When climate scientists want to understand how global warming affects wildlife, they typically reach for weather station records or satellite-derived grids. These tools measure the ambient air temperature of a region — what researchers call macroclimate. But this is rarely the temperature a lizard, frog, or tree seedling actually experiences.

A lizard basking in morning sun on an exposed branch may be 15°C warmer than the surrounding air. At night, it retreats to a shaded fern where temperatures are far more stable.

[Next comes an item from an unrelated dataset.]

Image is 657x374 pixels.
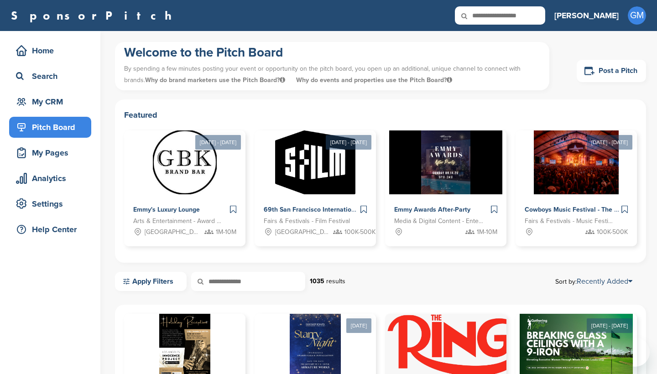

The "climate" relevant to that animal is a dynamic, shifting patchwork shaped by its own behavior, body size, and habitat choices — not a grid cell average.

This gap between measured and experienced climate is not a minor methodological footnote — as DEENR faculty member David Klinges recently argued, it is one of the central reasons why predictions about species responses to climate change so often miss the mark.

The Framework & What It Changes

A recent collaboration by ecologists and evolutionary biologists has led to a novel framework for linking climate data to biology. The paper introduces a conceptual distinction between three nested scales of climate: the broad macroclimate of a region, the habitat microclimate shaped by local vegetation and topography, and the organismal microclimate — the specific conditions an individual organism actually encounters, filtered through its own biology.

That last scale is the one that drives growth, survival, and reproduction. And it is almost never what standard datasets capture. A desert rodent that retreats underground during peak heat is effectively insulated from the warming that bird species — unable to burrow — cannot escape. This single difference in behavior explains, for example, why mammal populations remained stable across decades of Mojave Desert warming while bird communities collapsed.

The authors call for integrating two research traditions that have historically operated in parallel: "climate-first" approaches that apply broad environmental datasets across many species, and "biology-first" approaches that characterize climate from the organism's point of view. Neither alone is sufficient. Used together, they can reveal the causal links — not just correlations — between climate and biology.

The framework offers practical guidance for researchers: match the scale of climate data to the home range and generation time of the study organism; account for vertical as well as horizontal climate gradients; and use traits like body size and activity timing to determine which climate variables actually matter for a given species.